In brief

  • Tenaga Nasional Berhad reported RM 4.57 billion in losses from illegal crypto-mining activity across 13,827 premises.
  • Authorities earlier flagged a 300 percent jump in crypto-linked power theft and rising cases first discovered back in 2018.
  • Local observers expect tighter monitoring, new licensing lanes, and faster enforcement as Malaysia weighs reforms.

Malaysia’s state electric utility provider, Tenaga Nasional Berhad, said illegal crypto-mining operations have drained roughly $1.1 billion worth of electricity over the past five years. That's a sharp spike from the rising power-theft cases authorities had disclosed earlier in May.

Malaysia’s Energy Transition and Water Transformation Ministry told Parliament in a written reply dated Tuesday that 13,827 premises had illegally used electricity to mine crypto since 2020, causing $1.1 billion (RM 4.57 billion) in losses to the state utility provider, according to figures first published by local outlet The Edge Malaysia.

“In an effort to curb this issue, a database that stores complete records of owners and tenants of premises suspected of being involved in electricity theft related to Bitcoin mining activities” had been established by the state utility provider, according to the ministry, as cited in a Reuters report.

The losses reportedly stem from farms that bypassed meters or tapped straight into distribution lines, allowing industrial-scale rigs to run for long stretches without triggering routine monitoring.

Decrypt reached out to Tenaga Nasional Berhad and the Energy Transition and Water Transformation Ministry for comment and will update this article should they respond.

Earlier in May, authorities reported a 300% rise in crypto-linked power theft cases and detailed raids that uncovered farms wired directly into distribution lines, marking the first formal warning that the problem had escalated beyond isolated sites.

Cases of crypto-linked electricity theft in Malaysia were first discovered in 2018, with the number reaching 2,397 cases by 2024, according to the state utility’s data cited by local media in May.

Too big to ignore?

Local observers said weak oversight and outdated load-tracking tools have allowed many of the illicit setups to run uninterrupted.

“Cheap, subsidized electricity and rising Bitcoin prices created the perfect incentive for bad actors to bypass meters. The profit spread was simply too big to ignore,” Gaius, a pseudonymous core contributor at ReadyGamer and at TankDAO, told Decrypt.

He noted their country’s systems were not designed to flag continuous usage, a factor that allowed some operations to go on for months before detection.

“Our metering and monitoring systems weren’t built for the 24/7 industrial loads that crypto-mining creates,” and many of these operations “ran quietly for months before anyone noticed,” Gaius added.

Crypto mining in Malaysia “sits in a regulatory grey zone—legal in principle but poorly defined in practice,” Gaius explained. “That ambiguity made it easy for illegal operators to hide behind crypto as a narrative.”

The disclosures from Malaysian authorities could mark a “shift toward tighter energy-use monitoring, especially at the substation level,” with faster and “data-driven enforcement,” he said.

Regulation on crypto mining might also move toward “a clearer licensing lane for legitimate mining farms” with “proper tariffs, inspections, and registration instead of operating in the shadows.”

Still, there is risk in possible “over-correction” through “policies that conflate crypto with power theft,” Gaius said.

“The challenge is to punish theft without slowing down Malaysia’s digital-economy ambitions,” he opined.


Problem description: Transcribe the data underneath exactly. No images belong in your version.

*** Begin section ***

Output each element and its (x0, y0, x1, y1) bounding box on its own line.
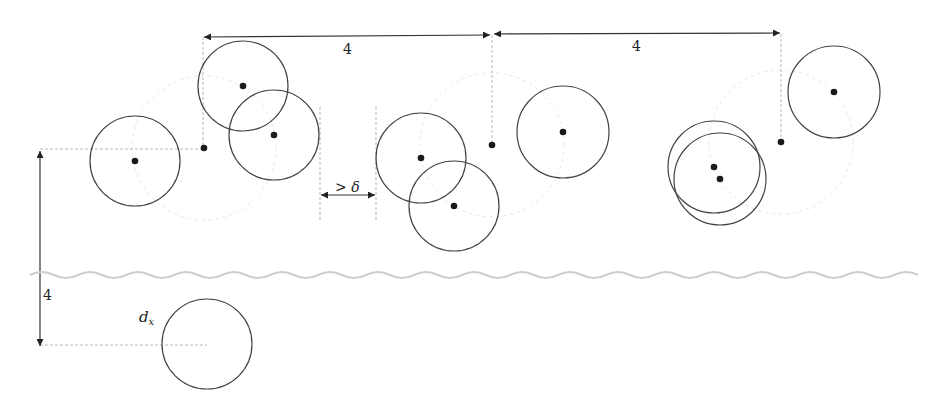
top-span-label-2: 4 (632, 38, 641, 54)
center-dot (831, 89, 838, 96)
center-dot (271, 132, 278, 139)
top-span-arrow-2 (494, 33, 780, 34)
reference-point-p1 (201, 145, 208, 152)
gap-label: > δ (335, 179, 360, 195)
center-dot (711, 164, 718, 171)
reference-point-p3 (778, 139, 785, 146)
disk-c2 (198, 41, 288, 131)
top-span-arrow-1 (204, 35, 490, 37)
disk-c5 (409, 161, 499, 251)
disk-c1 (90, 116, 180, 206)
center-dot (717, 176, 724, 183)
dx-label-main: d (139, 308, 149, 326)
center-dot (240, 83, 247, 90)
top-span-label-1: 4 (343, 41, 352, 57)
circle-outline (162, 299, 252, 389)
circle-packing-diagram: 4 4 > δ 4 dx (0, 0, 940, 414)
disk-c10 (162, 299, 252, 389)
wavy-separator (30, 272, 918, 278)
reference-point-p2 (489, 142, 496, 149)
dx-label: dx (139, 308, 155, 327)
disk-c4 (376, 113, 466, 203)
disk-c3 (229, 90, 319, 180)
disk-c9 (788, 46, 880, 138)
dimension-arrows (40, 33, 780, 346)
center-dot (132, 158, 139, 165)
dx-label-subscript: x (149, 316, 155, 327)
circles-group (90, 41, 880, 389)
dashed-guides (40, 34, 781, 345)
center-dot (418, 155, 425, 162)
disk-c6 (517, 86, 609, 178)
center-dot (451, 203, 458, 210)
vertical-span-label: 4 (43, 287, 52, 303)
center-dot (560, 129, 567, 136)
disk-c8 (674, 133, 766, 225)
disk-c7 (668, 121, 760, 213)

*** End section ***

Final answer:
Output each element and its (x0, y0, x1, y1) bounding box on its own line.
top-span-label-2: 4 (632, 38, 641, 54)
center-dot (831, 89, 838, 96)
center-dot (271, 132, 278, 139)
top-span-arrow-2 (494, 33, 780, 34)
reference-point-p1 (201, 145, 208, 152)
gap-label: > δ (335, 179, 360, 195)
center-dot (711, 164, 718, 171)
reference-point-p3 (778, 139, 785, 146)
disk-c2 (198, 41, 288, 131)
top-span-arrow-1 (204, 35, 490, 37)
disk-c5 (409, 161, 499, 251)
disk-c1 (90, 116, 180, 206)
center-dot (717, 176, 724, 183)
dx-label-main: d (139, 308, 149, 326)
center-dot (240, 83, 247, 90)
top-span-label-1: 4 (343, 41, 352, 57)
circle-outline (162, 299, 252, 389)
circle-packing-diagram: 4 4 > δ 4 dx (0, 0, 940, 414)
disk-c10 (162, 299, 252, 389)
wavy-separator (30, 272, 918, 278)
reference-point-p2 (489, 142, 496, 149)
dx-label: dx (139, 308, 155, 327)
disk-c4 (376, 113, 466, 203)
disk-c3 (229, 90, 319, 180)
disk-c9 (788, 46, 880, 138)
dimension-arrows (40, 33, 780, 346)
center-dot (132, 158, 139, 165)
dx-label-subscript: x (149, 316, 155, 327)
circles-group (90, 41, 880, 389)
dashed-guides (40, 34, 781, 345)
center-dot (418, 155, 425, 162)
disk-c6 (517, 86, 609, 178)
center-dot (451, 203, 458, 210)
vertical-span-label: 4 (43, 287, 52, 303)
center-dot (560, 129, 567, 136)
disk-c8 (674, 133, 766, 225)
disk-c7 (668, 121, 760, 213)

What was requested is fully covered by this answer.